C++ (QProcess) Cheat Sheet (DRAFT) by

A cheatsheet on the C++ QProcess framework

This is a draft cheat sheet. It is a work in progress and is not finished yet.

QProcess

// Making a QProcess object
QProcess process;

// Common methods of the object and what they do
process.setStandardInputFile(QProcess::nullDevice());  // redirect stdin to /dev/null
process.setStandardOutputFile(QProcess::nullDevice()); // redirect stdout to /dev/null
process.start(executableName, argsList);               // launch the process; argsList is a QStringList where
                                                       // each entry is one discrete argument — QProcess passes
                                                       // them blindly to the executable, so the order and
                                                       // content is dictated by the executable, not QProcess
process.error();                                       // returns error code e.g. QProcess::FailedToStart
process.kill();                                        // force kill the child process
process.exitStatus();                                  // NormalExit or CrashExit
process.exitCode();                                    // 0 on success
process.readAllStandardError();                        // grab error output

// Holds the thread until either the process finishes or if it hits the duration provided in Ms as a parameter
// Returns true if the process finished before the provided duration ends
// Returns false if the process didn't finished before the provided duration
// Also returns false if the process was already done before this line
process.waitForFinished(timeoutMs);
A Qt class that launches and manages external processes from within your applic­ation, used wherever you would use fork/exec in plain C++. It handles starting the process, managing its input/­output streams, waiting for it to finish, and inspecting the result. It is preferred over raw fork/exec in Qt codebases because it cooperates with Qt's own internal signal handling.
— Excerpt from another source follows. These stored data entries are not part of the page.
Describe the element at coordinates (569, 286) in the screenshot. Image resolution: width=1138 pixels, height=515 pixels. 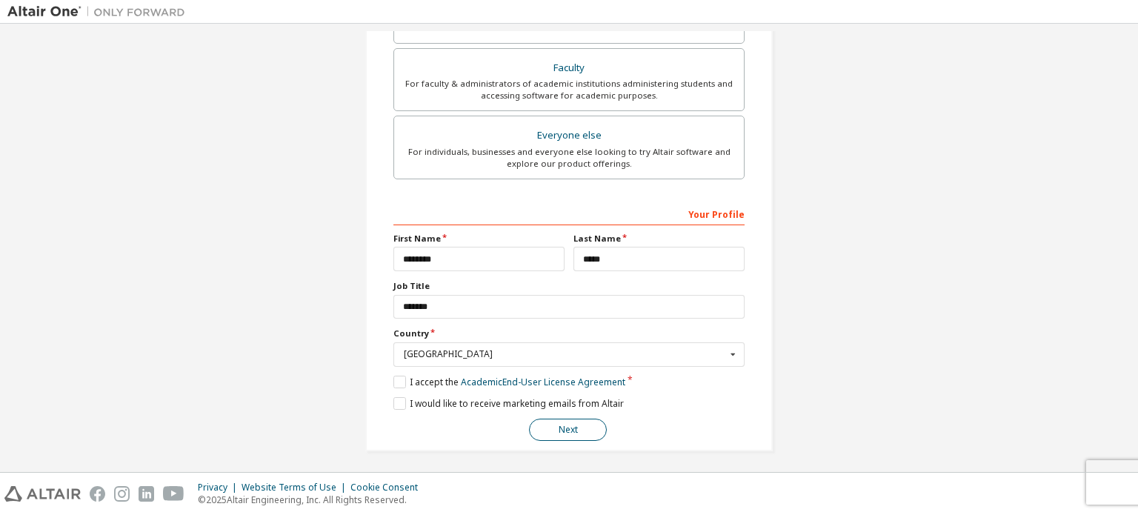
I see `label: Job Title` at that location.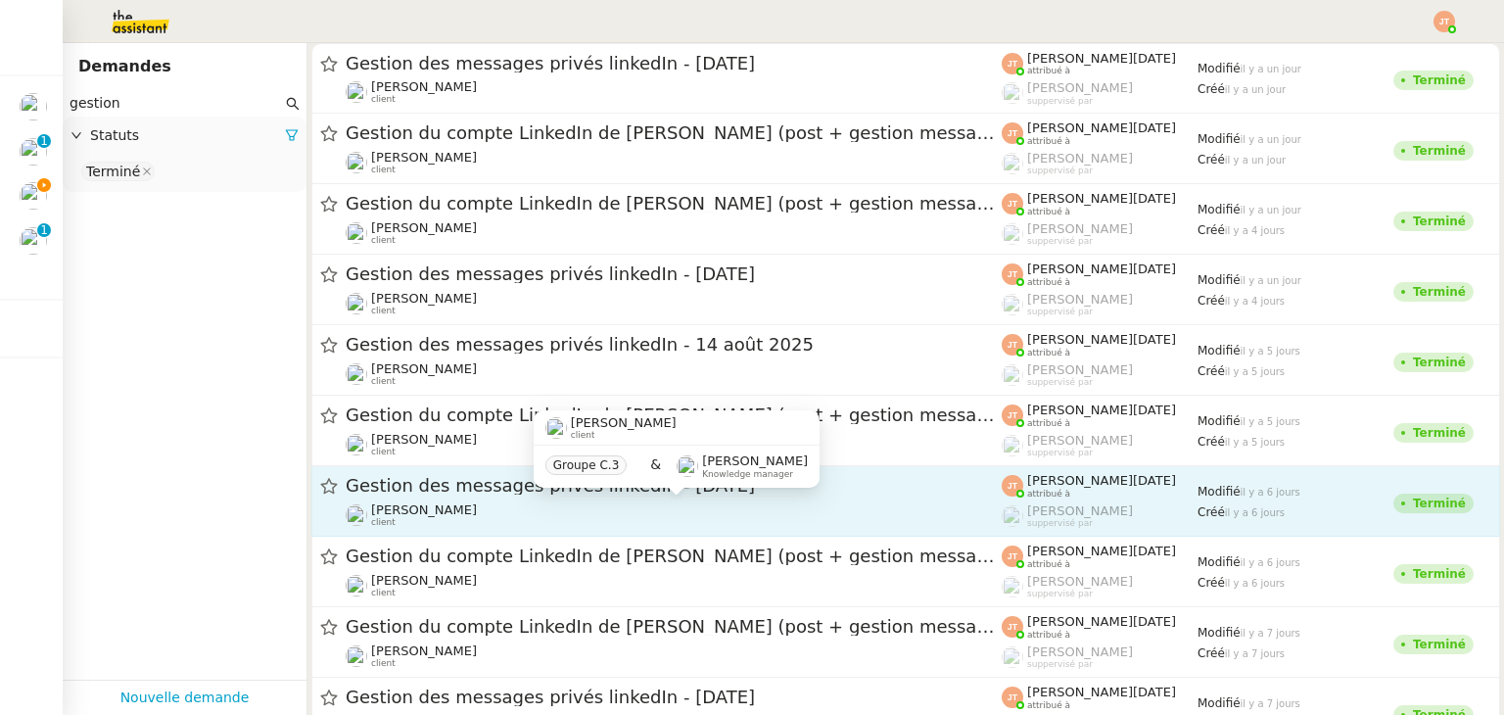 Image resolution: width=1504 pixels, height=715 pixels. Describe the element at coordinates (124, 67) in the screenshot. I see `nz-page-header-title: Demandes` at that location. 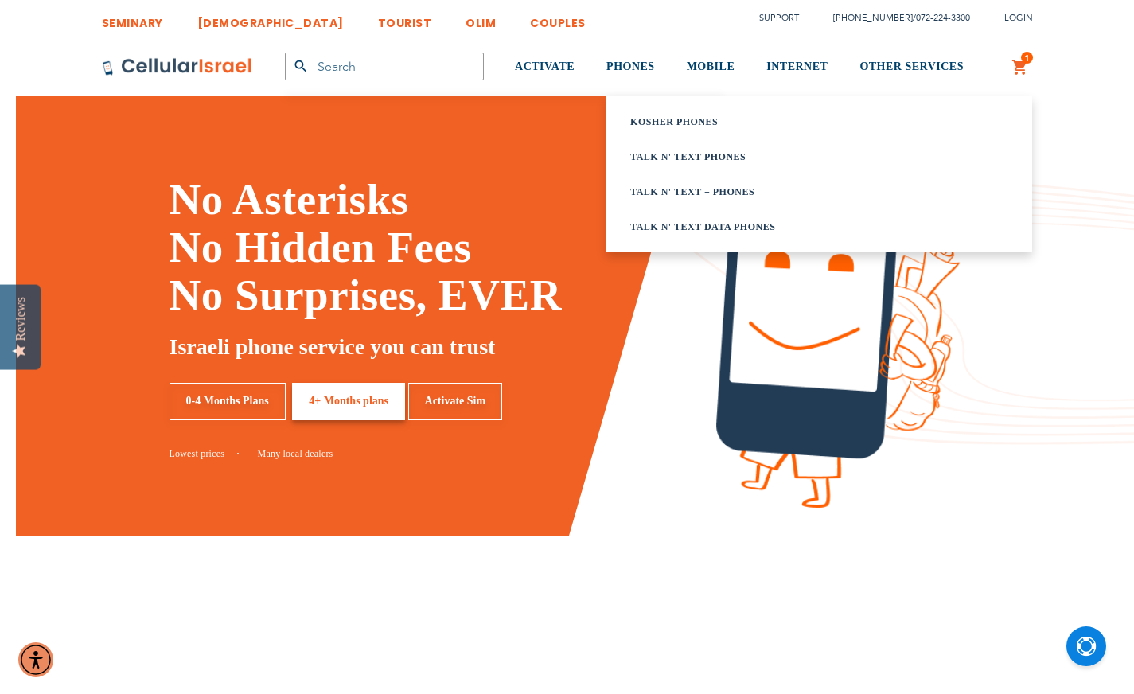 I want to click on a: 1, so click(x=1020, y=68).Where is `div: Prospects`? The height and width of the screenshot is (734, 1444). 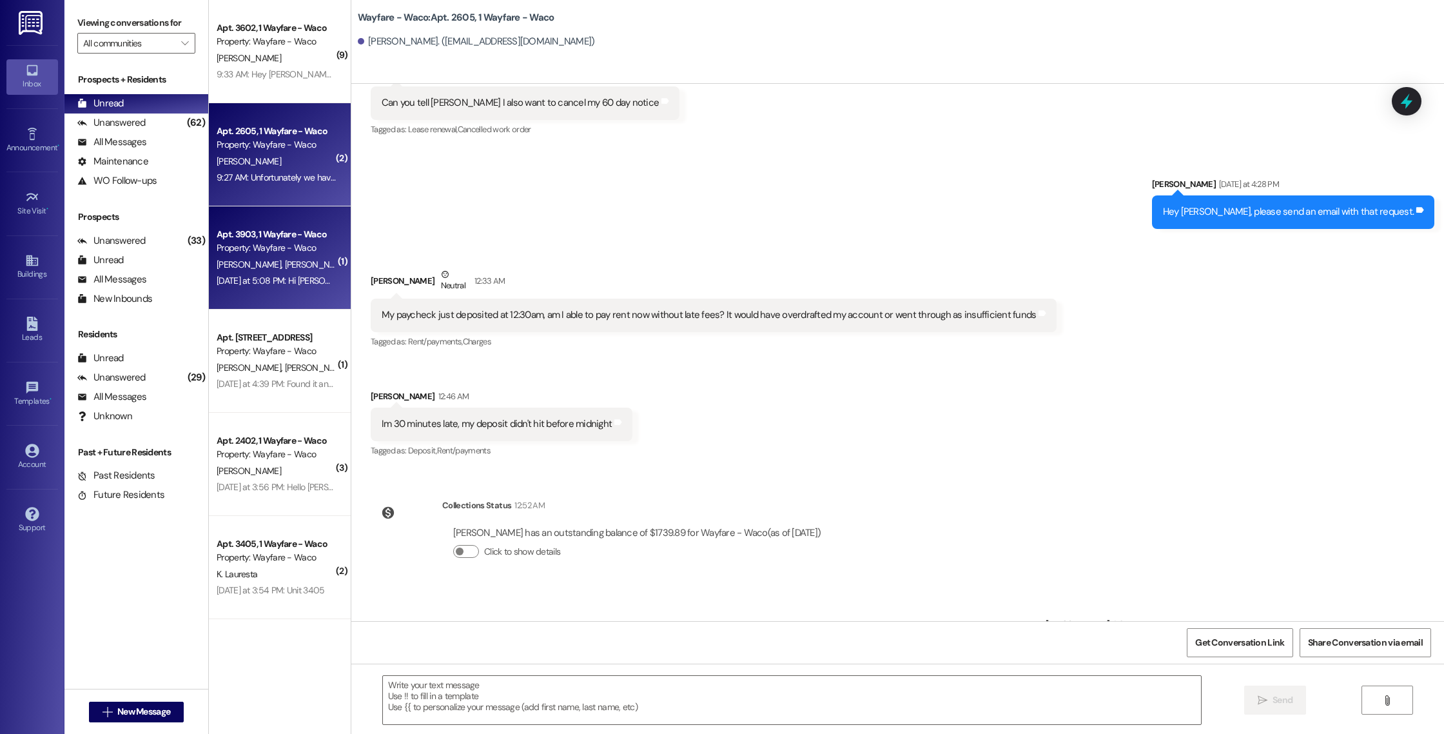 div: Prospects is located at coordinates (136, 217).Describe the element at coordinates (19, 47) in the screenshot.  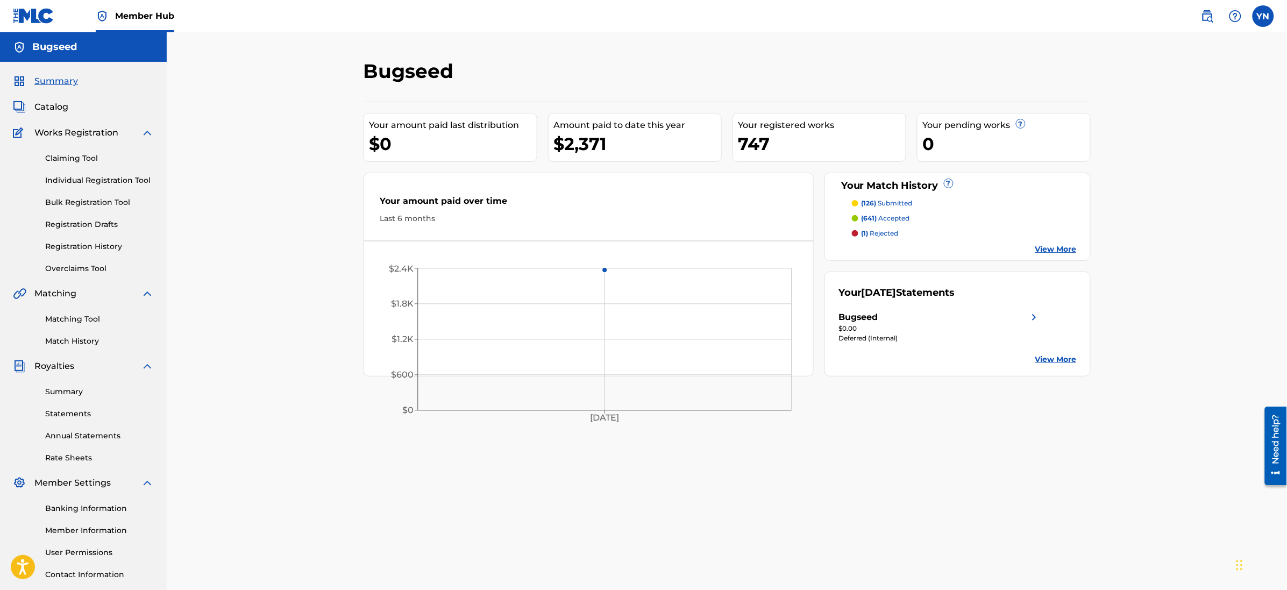
I see `img: Accounts` at that location.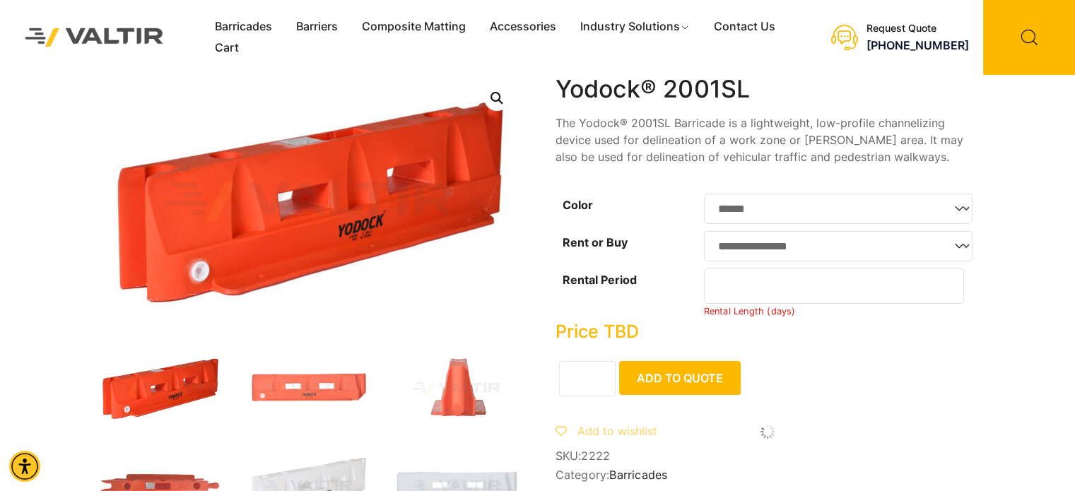 Image resolution: width=1075 pixels, height=491 pixels. Describe the element at coordinates (680, 378) in the screenshot. I see `button: Add to Quote` at that location.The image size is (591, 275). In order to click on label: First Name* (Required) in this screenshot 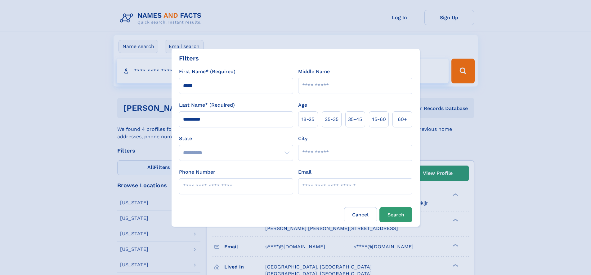, I will do `click(207, 72)`.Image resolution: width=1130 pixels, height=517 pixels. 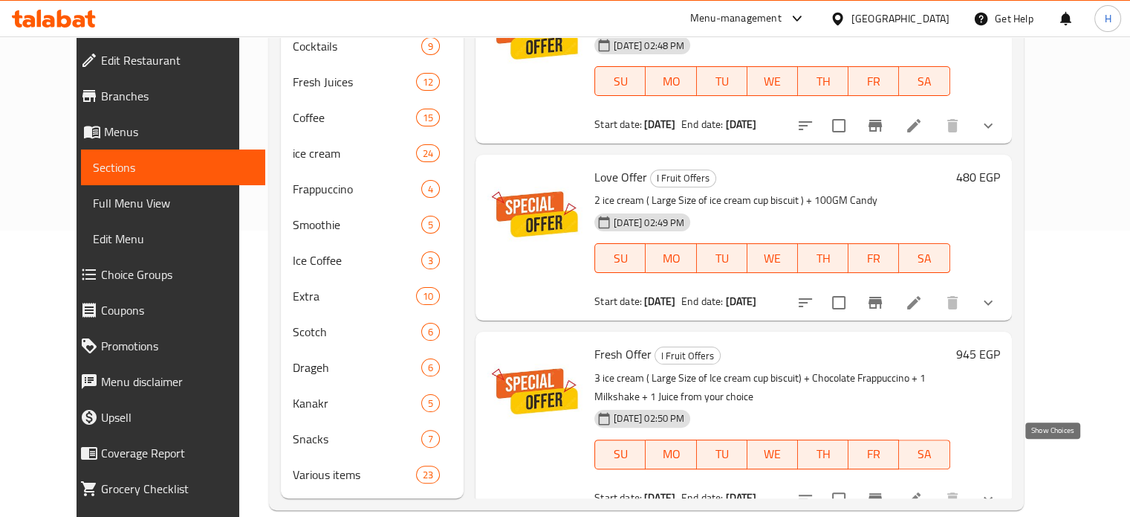 What do you see at coordinates (166, 381) in the screenshot?
I see `a: Menu disclaimer` at bounding box center [166, 381].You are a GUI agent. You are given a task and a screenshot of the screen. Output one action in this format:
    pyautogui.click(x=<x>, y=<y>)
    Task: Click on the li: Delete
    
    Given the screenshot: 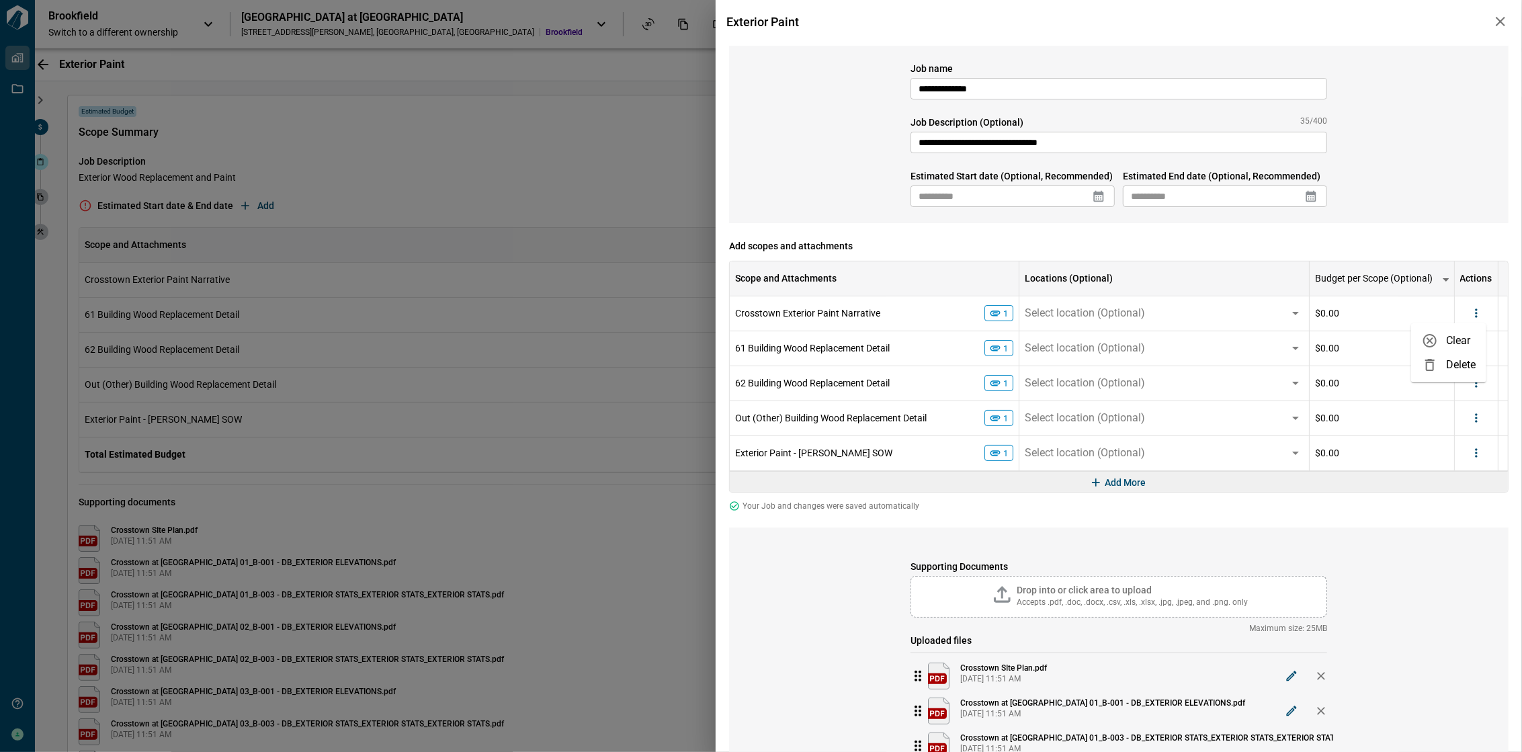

QProce­ss:­:nu­llD­evice()

QProcess::nullDevice()
A static method on QProcess that returns the path to the null device (/dev/null on Linux), which discards anything written to it and returns nothing when read. It is used to silence stdin and stdout when you only care about stderr. Being a static method it is called on the class itself rather than an instance.

QProce­ss:­:Fa­ile­dTo­Start

if (process.error() == QProcess::FailedToStart) {
    // executable not found or not runnable
}
An error code on QProcess that indicates the executable could not be launched at all, typically because it was not found on the system's PATH or the user lacks permission to run it. It is checked via proces­s.e­rror() after waitFo­rFi­nis­hed() returns false to distin­guish between a launch failure and a timeout. Being a static value it is referenced on the class itself rather than an instance.

QProce­ss:­:No­rma­lExit

if (process.exitStatus() == QProcess::NormalExit) {
    // process exited cleanly, exit code can be trusted
}
A status code on QProcess that indicates the process exited cleanly on its own, as opposed to being killed by a signal or crashing. It is checked via proces­s.e­xit­Sta­tus() after waitFo­rFi­nis­hed() returns to confirm the process shut down normally before trusting the exit code. Being a static value it is referenced on the class itself rather than an instance.

QProce­ss:­:No­tRu­nning

if (process.state() == QProcess::NotRunning) // process has exited
A value of the QProce­ss:­:Pr­oce­ssState enum indicating the process is not currently running — either it hasn't started yet or it has already finished. Check it via .state() to detect that a process exited between polling slices.